Art Spiegelman was always uneasy with the term ‘graphic novel’, a description used by many critiques to describe Maus, and that for two reasons.
It is more a comic, like the ones found in newspapers, just at book length.
It is not a ‘novel’ (book of fiction) but a real story as he depicts faithfully his interviews with his dad as well as reports his dad’s story the way he was told.
The story is truly engaging, and that makes the darker and heavier aspects of the book, like the atrocities of the Nazis or the life in the camps, showed in all their horrible reality, more bearable to go through.
At the center of it there is the love story between Vladek and his first wife, Anja, and how he did everything to keep her safe, even sneaking to the women’s barracks in Auschwitz to make sure of her wellbeing.
Two main events had a lasting effect on Vladek, the death of his first born, Richieu, killed by his aunt along with her own children when she thought the Nazis were about to capture them.
The suicide of Anja in 1968 in which she didn’t leave a note but it’s safe to assume her past became overbearing for her.
Those events, along with the war, came to shape Vladek’s psyche and his relationship with his son Art, born after the couple arrived in the US.
Vladek would always remind Art that whatever his troubles or achievements are, they pale in comparison to what happened in Auschwitz and surviving it.
Mala, a survivor as well and Vladek’s second wife, also suffers from Vladek’s personality as he always makes sure to remind her that she is not Anja, so much so that at one point she is fed up with him and leaves.
Art Spiegelman has received some criticism for his depiction of his father, but my belief is that he felt the book could not be a faithful historical account and one to be taken seriously if he would sugarcoat his father’s traits.
Another aspect that did receive some critiques is the anthropomorphism, especially depicting Jews as mice which was pretty much what the Nazi propaganda had said during the time it was active.
Spiegelman did it so the reader could be more focused on the story rather than the individual and was confident one could know the different characters through the narrative.
He also chose to satirize the way the Germans themselves saw the Jews.
Some Polish people objected to their depiction as pigs and the way they are portrayed in the book, either as Nazi collaborators or as saviors with an ulterior motif.
With all its controversies, Maus still is a tremendous achievement and on every list of the most essential Graphic Novels one should read, among others like Watchmen by Alan Moore or The Dark Knight Returns by Frank Miller.
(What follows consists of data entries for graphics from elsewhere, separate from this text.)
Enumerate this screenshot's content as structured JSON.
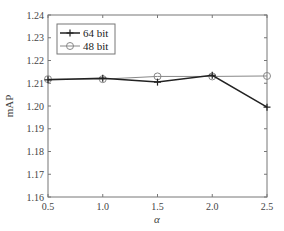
{
  "chart_data": {
    "type": "line",
    "title": "",
    "xlabel": "α",
    "ylabel": "mAP",
    "x": [
      0.5,
      1.0,
      1.5,
      2.0,
      2.5
    ],
    "xticks": [
      "0.5",
      "1.0",
      "1.5",
      "2.0",
      "2.5"
    ],
    "yticks": [
      "1.16",
      "1.17",
      "1.18",
      "1.19",
      "1.20",
      "1.21",
      "1.22",
      "1.23",
      "1.24"
    ],
    "xlim": [
      0.5,
      2.5
    ],
    "ylim": [
      1.16,
      1.24
    ],
    "grid": false,
    "legend_position": "upper left",
    "series": [
      {
        "name": "64 bit",
        "marker": "plus",
        "color": "#222222",
        "values": [
          1.2115,
          1.2122,
          1.2105,
          1.2135,
          1.1995
        ]
      },
      {
        "name": "48 bit",
        "marker": "circle",
        "color": "#888888",
        "values": [
          1.2118,
          1.2118,
          1.213,
          1.213,
          1.2132
        ]
      }
    ]
  }
}
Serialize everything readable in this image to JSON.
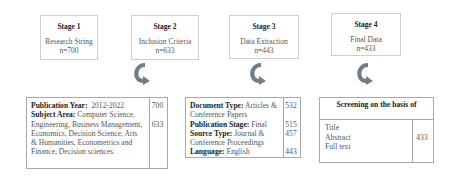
{
  "stages": [
    {
      "title": "Stage 1",
      "desc": "Research String",
      "n": "n=700"
    },
    {
      "title": "Stage 2",
      "desc": "Inclusion Criteria",
      "n": "n=633"
    },
    {
      "title": "Stage 3",
      "desc": "Data Extraction",
      "n": "n=443"
    },
    {
      "title": "Stage 4",
      "desc": "Final Data",
      "n": "n=433"
    }
  ],
  "arrow_color": "#6f7f8a",
  "table1": {
    "pub_year_label": "Publication Year:",
    "pub_year_value": "2012-2022",
    "subject_label": "Subject Area:",
    "subject_value": "Computer Science, Engineering, Business Management, Economics, Decision Science, Arts & Humanities, Econometrics and Finance, Decision sciences.",
    "counts": [
      "700",
      "633"
    ]
  },
  "table2": {
    "doc_type_label": "Document Type:",
    "doc_type_value": "Articles & Conference Papers",
    "pub_stage_label": "Publication Stage:",
    "pub_stage_value": "Final",
    "source_label": "Source Type:",
    "source_value": "Journal & Conference Proceedings",
    "language_label": "Language:",
    "language_value": "English",
    "counts": [
      "532",
      "515",
      "457",
      "443"
    ]
  },
  "table3": {
    "header": "Screening on the basis of",
    "items": [
      "Title",
      "Abstract",
      "Full text"
    ],
    "count": "433"
  }
}
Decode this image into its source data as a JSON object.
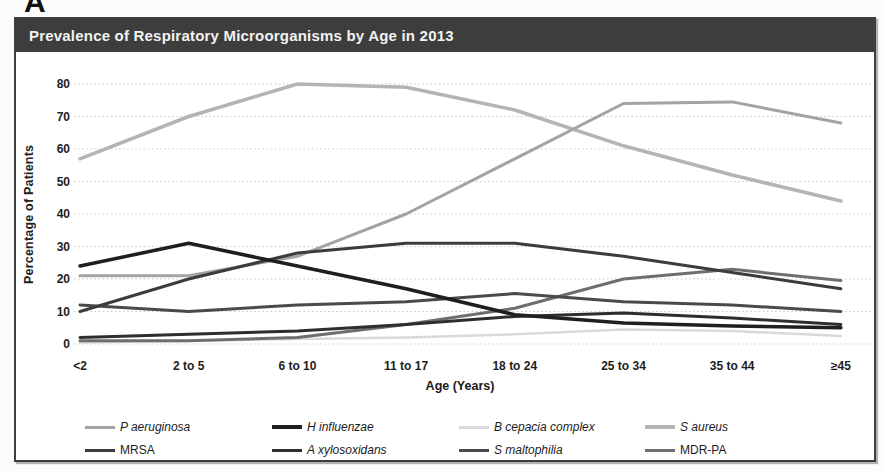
{
  "panel_label": "A",
  "title": "Prevalence of Respiratory Microorganisms by Age in 2013",
  "chart_data": {
    "type": "line",
    "title": "Prevalence of Respiratory Microorganisms by Age in 2013",
    "xlabel": "Age (Years)",
    "ylabel": "Percentage of Patients",
    "categories": [
      "<2",
      "2 to 5",
      "6 to 10",
      "11 to 17",
      "18 to 24",
      "25 to 34",
      "35 to 44",
      "≥45"
    ],
    "yticks": [
      0,
      10,
      20,
      30,
      40,
      50,
      60,
      70,
      80
    ],
    "ylim": [
      0,
      80
    ],
    "grid": true,
    "legend_position": "bottom",
    "legend_rows": 2,
    "series": [
      {
        "name": "P aeruginosa",
        "italic": true,
        "color": "#a3a3a3",
        "width": 3,
        "values": [
          21,
          21,
          27,
          40,
          57,
          74,
          74.5,
          68
        ]
      },
      {
        "name": "H influenzae",
        "italic": true,
        "color": "#1f1f1f",
        "width": 3.5,
        "values": [
          24,
          31,
          24,
          17,
          9,
          6.5,
          5.5,
          5
        ]
      },
      {
        "name": "B cepacia complex",
        "italic": true,
        "color": "#d9d9d9",
        "width": 2.5,
        "values": [
          0.5,
          1,
          1.5,
          2,
          3,
          4.5,
          4,
          2.5
        ]
      },
      {
        "name": "S aureus",
        "italic": true,
        "color": "#b4b4b4",
        "width": 3.5,
        "values": [
          57,
          70,
          80,
          79,
          72,
          61,
          52,
          44
        ]
      },
      {
        "name": "MRSA",
        "italic": false,
        "color": "#3c3c3c",
        "width": 3,
        "values": [
          10,
          20,
          28,
          31,
          31,
          27,
          22,
          17
        ]
      },
      {
        "name": "A xylosoxidans",
        "italic": true,
        "color": "#2e2e2e",
        "width": 3,
        "values": [
          2,
          3,
          4,
          6,
          8.5,
          9.5,
          8,
          6
        ]
      },
      {
        "name": "S maltophilia",
        "italic": true,
        "color": "#4a4a4a",
        "width": 3,
        "values": [
          12,
          10,
          12,
          13,
          15.5,
          13,
          12,
          10
        ]
      },
      {
        "name": "MDR-PA",
        "italic": false,
        "color": "#6e6e6e",
        "width": 3,
        "values": [
          1,
          1,
          2,
          6,
          11,
          20,
          23,
          19.5
        ]
      }
    ]
  }
}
Teenagers who might be jarred by reading a book about the Holocaust might find a comic book (especially one with such a compelling story) much more accessible and the graphic depiction permits one to have the image of the life in the camps, as told by someone who was there and survived its hell.
This is no doubt an excellent way to initiate children to this important part of human history, one that should never be forgotten since it could too easily come back if people are ignorant of the past.
It’s equally part terrifying, depressing, mesmerizing, funny and historically enriching.
I suggest to every parent and every teacher who find it all important to educate the younger generation on the darkest chapter in human history to lobby to have Maus installed in the curriculum in schools so the story of Vladek can be retold and even though Art Spiegelman wondered at one point if it was fair to tell the story of people who were not there anymore (as Vladek died in 1982) and make money out of the Holocaust (he addresses as much in the second book), in the end, it is worth telling it.
Too many deniers try to poison the minds of children by claiming it never happened or Hitler was right (or that the Holocaust gives them a ‘calming feeling’).
These monsters who would gloat on a new Jewish genocide must be fought and the best way to do it is by spreading the story of those who lived through it and came out to tell the tale.